Europeans and Asians also have roughly 2% Neanderthal DNA on average, so it's likely we absorbed a significant chunk of their population into our own.
The Tower is bad, but The Devil may be worse. Once you know what Yorinobu is up to, the one ending where he's stopped before he can pull it off is pretty bad.
Lightfall sunsetted everything I was using that wasn't an exotic. Completely destroyed my build.
Yeah, the Culling of Stratholme broke him, but it wasn't the wrong decision. And Uther and Jaina turning on him is part of why it broke him.
so long as you’re in immediate danger.
*not in immediate danger
~~Kane~~ Westwood lives in death!
At what point does it become a grass roots movement?
Worse. The network went under and they finished up the show with the remaining budget, cramming the front half of what was supposed to be season 5 into season 4. They didn't get picked up by TNT until after they filmed the series finale. After unexpectedly getting renewed, they filmed a new season 4 finale and pushed the already filmed finale back to the end of season 5. And JMS had to scramble to fill content now that half of it had already been used.
I think that's technically true regardless.
Epic also generated a lot of bad blood by scooping up Kickstarter projects and ordering the devs to cancel the Steam releases, releases that had already been paid for by backers. A bunch of potential customers refused to buy from Epic on principle after that.

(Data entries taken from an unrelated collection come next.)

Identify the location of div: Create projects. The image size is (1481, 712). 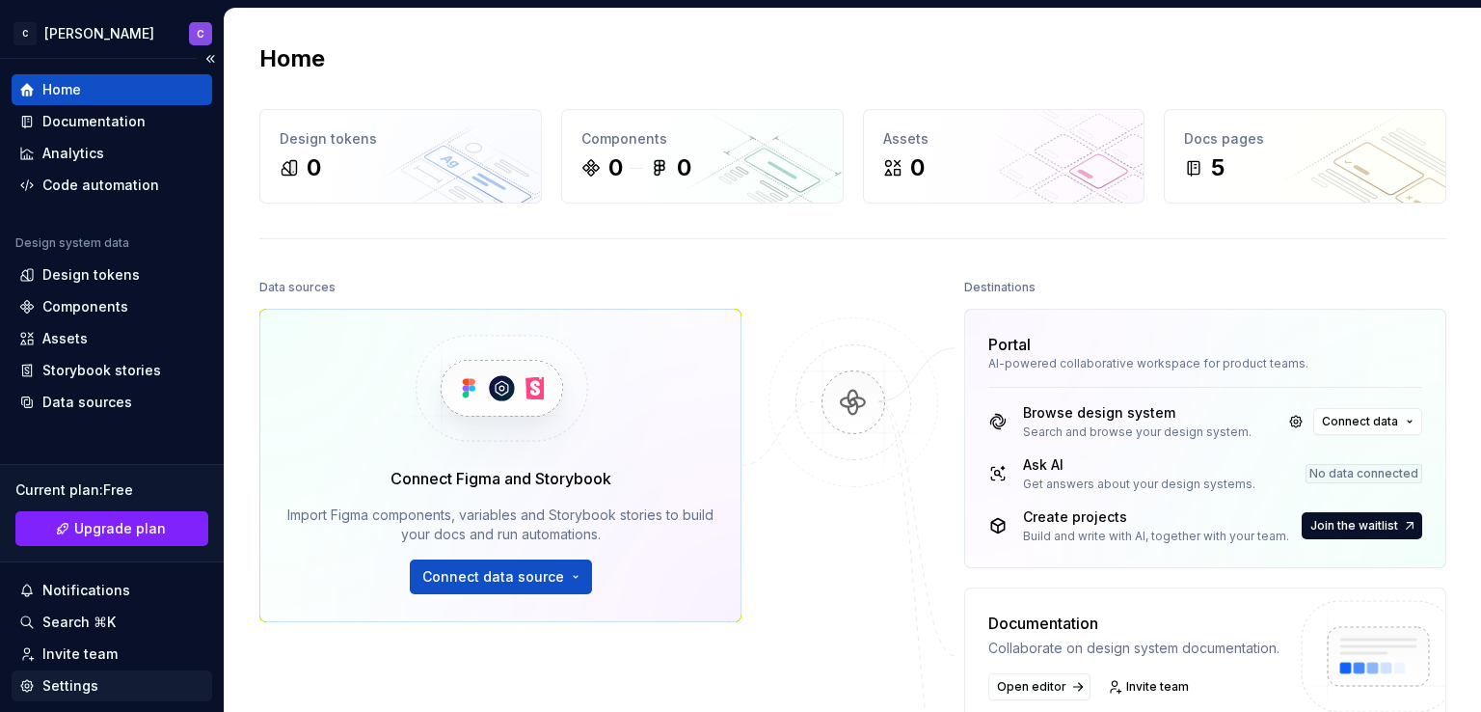
(1156, 517).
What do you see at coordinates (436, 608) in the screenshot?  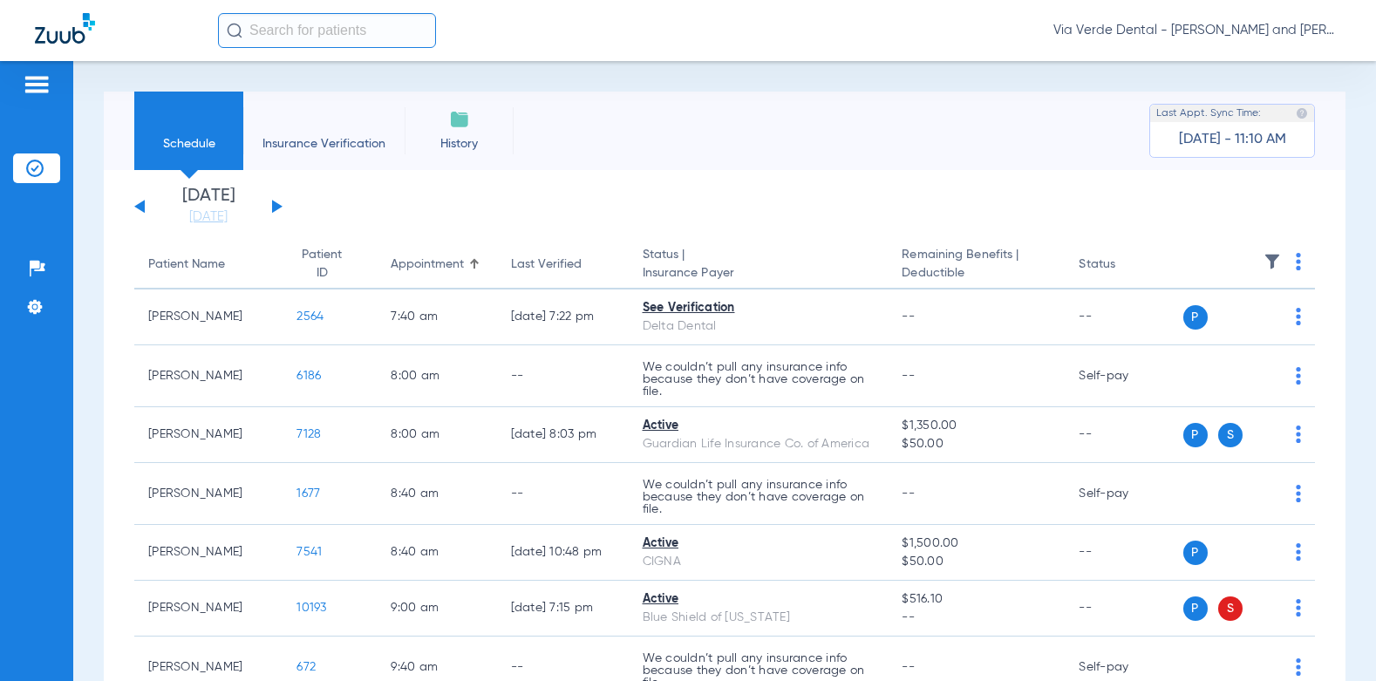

This has been a problem for far, far, longer than you think. The silver age definitely had it, the golden age probably did, and I wouldn't be surprised if it cropped up in the proto-superhero stories, like Zorro. It's a consequence of having a long-form story where the narrative's status quo isn't allowed to meaningfully change and characters either aren't allowed to die or aren't allowed to stay dead. Recurring antagonists also can have much richer characterization and more complex relationships with the protagonists, which makes writing stories about them more appealing the more often they appear.
The usual trajectory for a new superhero or new incarnation of an existing superhero is to start off with street-level problems, then get a nemesis that has strong ties to those street level problems, then have the dynamic between the two grow in prominence to eclipse all other parts of the plot. The Joker, for instance, always starts off as either a mob boss with a gimmick or a serial killer with a gimmick, not far removed from the mundane crime Batman always starts with, but always winds up with a fixation on Batman and spawns stories designed as some commentary on Batman's no-killing rule. Again and again and again, dozens of times over the decades.
Why? Because the dynamic between the two characters tends to be fascinating and results in audience engagement.